_Supplied data_
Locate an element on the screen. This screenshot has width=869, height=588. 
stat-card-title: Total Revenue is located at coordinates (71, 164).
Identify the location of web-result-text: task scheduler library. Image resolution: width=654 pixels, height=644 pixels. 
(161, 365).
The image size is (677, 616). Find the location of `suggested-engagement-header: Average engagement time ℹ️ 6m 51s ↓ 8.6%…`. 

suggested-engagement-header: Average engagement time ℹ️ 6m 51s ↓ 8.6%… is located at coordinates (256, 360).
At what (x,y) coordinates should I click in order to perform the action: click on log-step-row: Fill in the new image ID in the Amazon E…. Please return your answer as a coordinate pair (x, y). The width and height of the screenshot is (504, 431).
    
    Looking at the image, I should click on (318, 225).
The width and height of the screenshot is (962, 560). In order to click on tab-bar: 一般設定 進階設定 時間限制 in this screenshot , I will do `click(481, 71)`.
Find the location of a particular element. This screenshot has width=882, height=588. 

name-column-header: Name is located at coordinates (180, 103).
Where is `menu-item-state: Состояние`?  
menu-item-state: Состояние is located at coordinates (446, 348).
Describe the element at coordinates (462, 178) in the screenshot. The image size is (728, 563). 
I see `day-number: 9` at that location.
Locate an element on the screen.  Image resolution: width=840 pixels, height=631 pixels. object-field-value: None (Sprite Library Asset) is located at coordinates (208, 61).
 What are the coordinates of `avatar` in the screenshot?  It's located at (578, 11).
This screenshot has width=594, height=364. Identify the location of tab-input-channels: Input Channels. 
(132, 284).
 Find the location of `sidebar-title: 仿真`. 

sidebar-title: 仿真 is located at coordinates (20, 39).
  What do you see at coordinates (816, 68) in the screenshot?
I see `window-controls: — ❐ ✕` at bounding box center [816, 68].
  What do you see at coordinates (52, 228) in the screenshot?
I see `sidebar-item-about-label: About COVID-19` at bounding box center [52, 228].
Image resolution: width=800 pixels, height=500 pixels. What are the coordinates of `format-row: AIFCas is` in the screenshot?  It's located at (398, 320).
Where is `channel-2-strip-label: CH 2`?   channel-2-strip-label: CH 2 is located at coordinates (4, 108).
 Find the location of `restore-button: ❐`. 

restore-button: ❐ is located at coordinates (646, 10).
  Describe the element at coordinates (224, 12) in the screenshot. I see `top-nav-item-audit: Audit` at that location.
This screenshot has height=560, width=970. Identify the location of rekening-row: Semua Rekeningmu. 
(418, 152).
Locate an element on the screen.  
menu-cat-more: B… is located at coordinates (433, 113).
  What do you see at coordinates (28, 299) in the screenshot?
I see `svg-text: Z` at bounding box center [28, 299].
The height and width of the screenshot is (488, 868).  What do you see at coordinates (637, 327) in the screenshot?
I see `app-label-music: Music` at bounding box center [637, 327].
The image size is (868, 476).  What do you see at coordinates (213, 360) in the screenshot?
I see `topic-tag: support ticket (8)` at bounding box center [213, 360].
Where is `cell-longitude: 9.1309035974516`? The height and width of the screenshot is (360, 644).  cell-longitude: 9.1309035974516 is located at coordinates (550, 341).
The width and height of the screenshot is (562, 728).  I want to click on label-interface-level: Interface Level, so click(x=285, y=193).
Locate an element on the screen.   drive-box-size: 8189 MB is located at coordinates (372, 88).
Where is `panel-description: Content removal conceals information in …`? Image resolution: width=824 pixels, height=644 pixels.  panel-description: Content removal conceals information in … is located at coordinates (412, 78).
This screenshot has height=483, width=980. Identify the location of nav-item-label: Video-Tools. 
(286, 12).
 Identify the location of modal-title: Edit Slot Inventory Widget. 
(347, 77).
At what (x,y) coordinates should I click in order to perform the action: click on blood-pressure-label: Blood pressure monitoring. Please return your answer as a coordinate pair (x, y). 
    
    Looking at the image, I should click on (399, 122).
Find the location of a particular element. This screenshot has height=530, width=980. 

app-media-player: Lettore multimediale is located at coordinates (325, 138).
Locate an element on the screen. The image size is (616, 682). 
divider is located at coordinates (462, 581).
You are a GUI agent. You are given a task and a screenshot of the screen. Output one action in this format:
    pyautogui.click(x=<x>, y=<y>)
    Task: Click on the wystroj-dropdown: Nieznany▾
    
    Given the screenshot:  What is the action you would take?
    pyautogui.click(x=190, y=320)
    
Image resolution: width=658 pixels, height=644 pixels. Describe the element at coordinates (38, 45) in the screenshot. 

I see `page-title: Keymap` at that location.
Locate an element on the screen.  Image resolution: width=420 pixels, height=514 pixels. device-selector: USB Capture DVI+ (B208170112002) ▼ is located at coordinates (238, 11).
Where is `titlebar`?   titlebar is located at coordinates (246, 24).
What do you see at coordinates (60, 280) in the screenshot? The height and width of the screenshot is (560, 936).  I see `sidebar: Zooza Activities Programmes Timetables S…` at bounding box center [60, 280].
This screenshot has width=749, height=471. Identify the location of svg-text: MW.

_What to work on_
Return the full listing, character for character.

_Output for this exercise_
Locate an element on the screen. This screenshot has width=869, height=588. 
stat-card-title: Total Revenue is located at coordinates (71, 164).
Identify the location of web-result-text: task scheduler library. Image resolution: width=654 pixels, height=644 pixels. 
(161, 365).
The image size is (677, 616). Find the location of `suggested-engagement-header: Average engagement time ℹ️ 6m 51s ↓ 8.6%…`. 

suggested-engagement-header: Average engagement time ℹ️ 6m 51s ↓ 8.6%… is located at coordinates (256, 360).
At what (x,y) coordinates should I click in order to perform the action: click on log-step-row: Fill in the new image ID in the Amazon E…. Please return your answer as a coordinate pair (x, y). The width and height of the screenshot is (504, 431).
    
    Looking at the image, I should click on (318, 225).
The width and height of the screenshot is (962, 560). In order to click on tab-bar: 一般設定 進階設定 時間限制 in this screenshot , I will do `click(481, 71)`.
Find the location of a particular element. This screenshot has width=882, height=588. 

name-column-header: Name is located at coordinates (180, 103).
Where is `menu-item-state: Состояние`?  
menu-item-state: Состояние is located at coordinates (446, 348).
Describe the element at coordinates (462, 178) in the screenshot. The image size is (728, 563). 
I see `day-number: 9` at that location.
Locate an element on the screen.  Image resolution: width=840 pixels, height=631 pixels. object-field-value: None (Sprite Library Asset) is located at coordinates (208, 61).
 What are the coordinates of `avatar` in the screenshot?  It's located at (578, 11).
This screenshot has width=594, height=364. Identify the location of tab-input-channels: Input Channels. 
(132, 284).
 Find the location of `sidebar-title: 仿真`. 

sidebar-title: 仿真 is located at coordinates (20, 39).
  What do you see at coordinates (816, 68) in the screenshot?
I see `window-controls: — ❐ ✕` at bounding box center [816, 68].
  What do you see at coordinates (52, 228) in the screenshot?
I see `sidebar-item-about-label: About COVID-19` at bounding box center [52, 228].
Image resolution: width=800 pixels, height=500 pixels. What are the coordinates of `format-row: AIFCas is` in the screenshot?  It's located at (398, 320).
Where is `channel-2-strip-label: CH 2`?   channel-2-strip-label: CH 2 is located at coordinates (4, 108).
 Find the location of `restore-button: ❐`. 

restore-button: ❐ is located at coordinates (646, 10).
  Describe the element at coordinates (224, 12) in the screenshot. I see `top-nav-item-audit: Audit` at that location.
This screenshot has height=560, width=970. Identify the location of rekening-row: Semua Rekeningmu. 
(418, 152).
Locate an element on the screen.  
menu-cat-more: B… is located at coordinates (433, 113).
  What do you see at coordinates (28, 299) in the screenshot?
I see `svg-text: Z` at bounding box center [28, 299].
The height and width of the screenshot is (488, 868).  What do you see at coordinates (637, 327) in the screenshot?
I see `app-label-music: Music` at bounding box center [637, 327].
The image size is (868, 476).  What do you see at coordinates (213, 360) in the screenshot?
I see `topic-tag: support ticket (8)` at bounding box center [213, 360].
Where is `cell-longitude: 9.1309035974516`? The height and width of the screenshot is (360, 644).  cell-longitude: 9.1309035974516 is located at coordinates (550, 341).
The width and height of the screenshot is (562, 728).  I want to click on label-interface-level: Interface Level, so click(x=285, y=193).
Locate an element on the screen.   drive-box-size: 8189 MB is located at coordinates (372, 88).
Where is `panel-description: Content removal conceals information in …`? Image resolution: width=824 pixels, height=644 pixels.  panel-description: Content removal conceals information in … is located at coordinates (412, 78).
This screenshot has height=483, width=980. Identify the location of nav-item-label: Video-Tools. 
(286, 12).
 Identify the location of modal-title: Edit Slot Inventory Widget. 
(347, 77).
At what (x,y) coordinates should I click in order to perform the action: click on blood-pressure-label: Blood pressure monitoring. Please return your answer as a coordinate pair (x, y). 
    
    Looking at the image, I should click on (399, 122).
Find the location of a particular element. This screenshot has height=530, width=980. 

app-media-player: Lettore multimediale is located at coordinates (325, 138).
Locate an element on the screen. The image size is (616, 682). 
divider is located at coordinates (462, 581).
You are a GUI agent. You are given a task and a screenshot of the screen. Output one action in this format:
    pyautogui.click(x=<x>, y=<y>)
    Task: Click on the wystroj-dropdown: Nieznany▾
    
    Given the screenshot:  What is the action you would take?
    pyautogui.click(x=190, y=320)
    
Image resolution: width=658 pixels, height=644 pixels. Describe the element at coordinates (38, 45) in the screenshot. 

I see `page-title: Keymap` at that location.
Locate an element on the screen.  Image resolution: width=420 pixels, height=514 pixels. device-selector: USB Capture DVI+ (B208170112002) ▼ is located at coordinates (238, 11).
Where is `titlebar`?   titlebar is located at coordinates (246, 24).
What do you see at coordinates (60, 280) in the screenshot? The height and width of the screenshot is (560, 936).  I see `sidebar: Zooza Activities Programmes Timetables S…` at bounding box center [60, 280].
This screenshot has width=749, height=471. Identify the location of svg-text: MW.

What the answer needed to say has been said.